The truth is that the pandemic will not end until every country, every person, has access to the vaccine, and America wields a significant power in making this a reality. There are many ways white Americans and yoga influencers can help in this effort. Specifically, they can use their platforms to raise funds for organizations that are offering relief in India. They can donate a portion of profits to India, and they can raise awareness—and educate their networks–about the complex factors that exacerbated India’s crisis, including neglect from Indian Prime Minister Narendra Modi and the rise of Hindu nationalism. Most importantly, they can urge their followers to push the Biden administration and pharmaceutical companies to end vaccine inequality.
Some white people are doing this work—but there is so much more to do. As author Mira Jacob wrote in an Instagram post to companies like Lululemon and Alo Yoga, “Make no mistake: this is giving *back*, not giving charity. This is protecting the people who created and honed the practice of yoga for millennia before Western companies found a way to monetize it, people whose lives are being ravaged beyond recognition while corporations who have the means and muscle to help them post another picture of a hottie in tree pose.” (After Jacob’s post, Lululemon pledged $200,000 in aid—a start).
For decades, America’s wellness industry has mined South Asian cultures for inspiration, then repackaged our traditions with faces and branding that erases brownness and promotes Western beauty standards—the core message being that, without whiteness, our cultures or traditions are without value.
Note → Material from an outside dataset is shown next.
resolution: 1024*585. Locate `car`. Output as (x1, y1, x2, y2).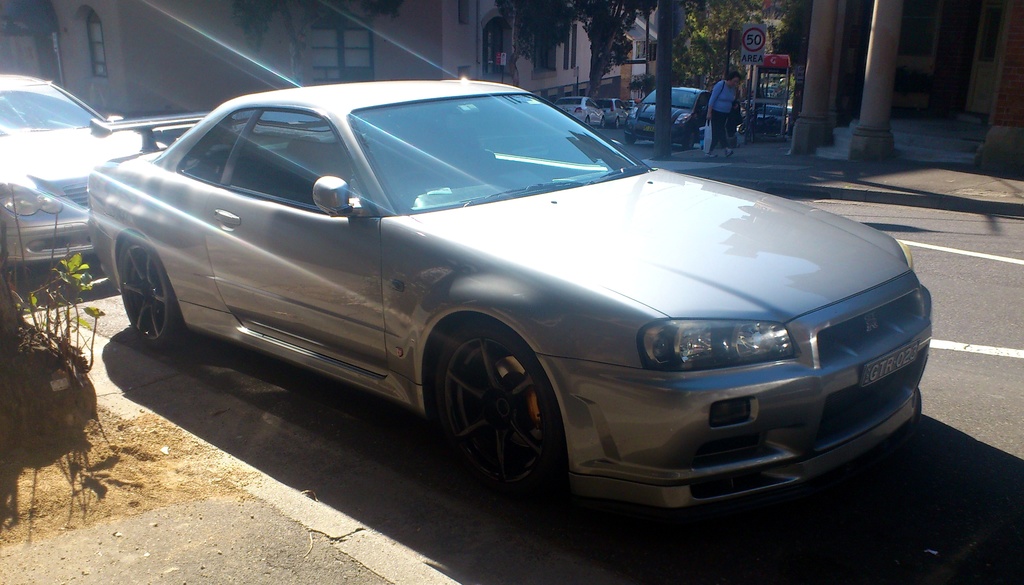
(627, 79, 705, 152).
This is baked in the history of yoga in the United States: Yoga was popularized in the U.S. by a Latvian woman named Eugenie Petersen, who taught the practice to Hollywood stars, including Greta Garbo, under the name Indra Devi in the 1940s. She turned her business into a mini-empire and gave a palatable, relatable face to the white elite.
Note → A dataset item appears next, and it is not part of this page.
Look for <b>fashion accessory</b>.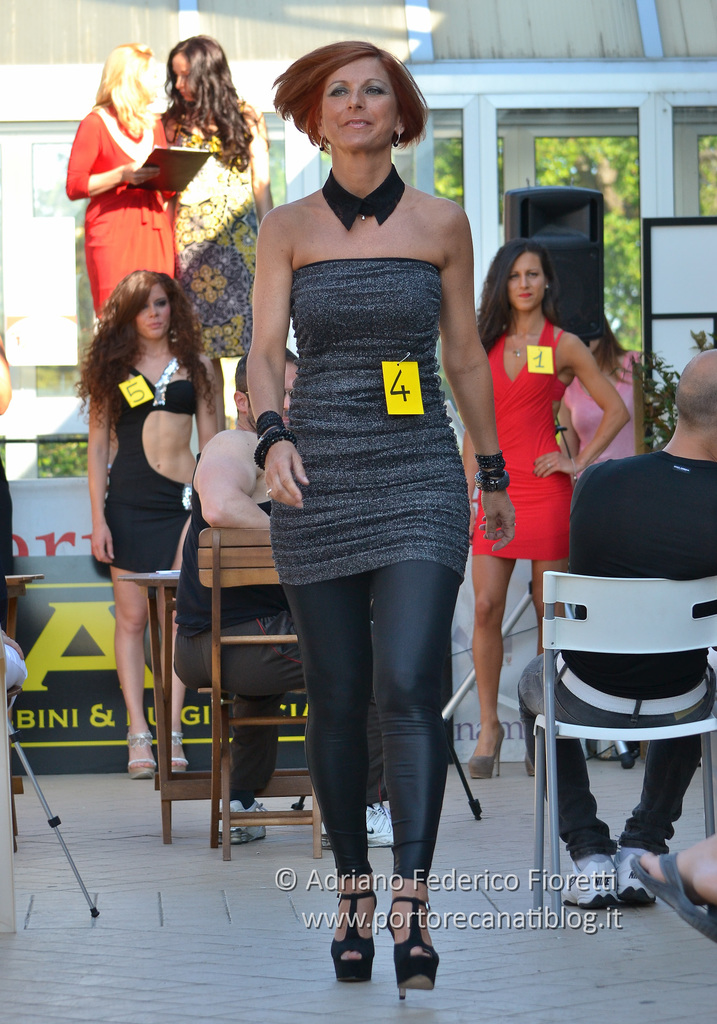
Found: [left=321, top=161, right=403, bottom=230].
In the postwar 1960s-era, white Americans looked at India as a spiritual, mystical place, where traditions like yoga became “the answer to the crisis of stagflation and social discontent,” as historian Vijay Prashad writes In the Karma of Brown Folk. This paved the way for the next rebranding of yoga as a lifestyle brand for middle-to-upper class white women in recent decades. In 2018, Goop founder Gwyneth Paltrow even attempted to take credit for popularizing yoga. Yet when I search “India” on Goop’s website, more than 100 articles appear—none of them about Covid response or the dire situation. (In an Instagram post, the brand asked followers to consider donating to the relief effort, but did not say whether the brand itself is donating any profits.) As an Indian American woman, the silence of white women who promote yoga as a lifestyle has compounded the offensiveness of this form of appropriation at a moment when India desperately seeks aid.
I, like most Indian Americans right now, am struggling with severe cognitive dissonance between the optimism over increasing vaccination in America versus the suffering of friends and family in India. At a time when anti-Asian hate is increasing, white yoga influencers, consumers, and teachers have a role to play in fighting anti-Asian racism, in re-examining their relationship with the cultures from which they profit, and in using their platforms and money to reinvest in the communities that have given them their livelihood. If a majority of those who have participated in yoga and the wellness culture worked to raise awareness about India’s crisis, or called on Congress to expand the global vaccine supply, or donated to aid organizations, the industry could make a significant impact in saving lives in India and give back to a community that has given so much to them.